The hacker, whose name can't be released because of his young age, had been shutting down the internet access of those who rejected him, as well posting their personal information online, and calling them repeatedly. 

According to Tri-City News, the teen would tell the police that he was holding a family hostage, had napalm bombs, had killed someone in the house, and demand ransoms. The teen would do this to force police to send SWAT teams and police helicopters to his victims' homes.

The practice, known as "swatting," has become prevalent in the gaming community.

SWATting

YouTube/Screenshot

A gamer gets "swatted" while on live-stream.

The hacker would brag about the pranks on social media, as well stream himself carrying out many of the pranks. 

The most egregious case involved an Arizona woman, who withdrew from the University of Arizona in Tucson after the hacker threatened her and her parents. The hacker called the Tucson police, claiming he had shot his parents with an AR15 rifle, had bombs, and would kill police on sight.

This prompted a SWAT team to raid the woman's home. He pulled the same prank five days later while the woman's mother was visiting and then again on her parents' house, where her father and brother were dragged out at gunpoint. 

His harassment didn't end there.

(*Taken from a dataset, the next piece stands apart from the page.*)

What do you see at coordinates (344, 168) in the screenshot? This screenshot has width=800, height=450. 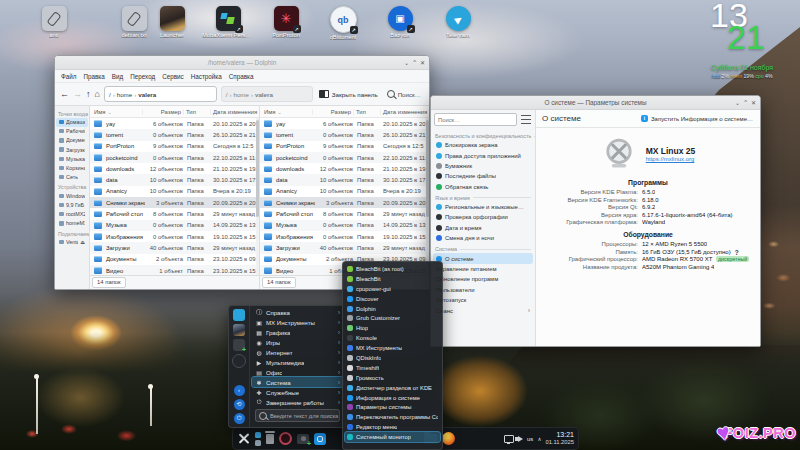 I see `file-row-downloads: downloads12 объектовПапка21.10.2025 в 19…` at bounding box center [344, 168].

He posted the woman's parents' credit card information online, sent his victim 218 simultaneous text messages, and hacked into her email and Twitter accounts. 

His reign of terror peaked when he posted an eight-hour live stream on YouTube under the usernames "obnoxious" and "internetjesusob" of him swatting and harassing a victim in Ohio. People watching the stream notified police. 

He was finally caught after a number of the "swatting" incidents from September through December were tied back to the same suspect, according to the Polk County Sheriff's Office.

The hacker was well known to Canadian law enforcement and was already on probation for similar crimes in Canada. The hacker was reportedly a member of the hacker group Lizard Squad, known for knocking both Xbox Live and the Playstation Network offline in 2014

After the hacker was arrested, police uncovered a number of other false reports sent out by the hacker, including a 2013 bomb threat to Disneyland.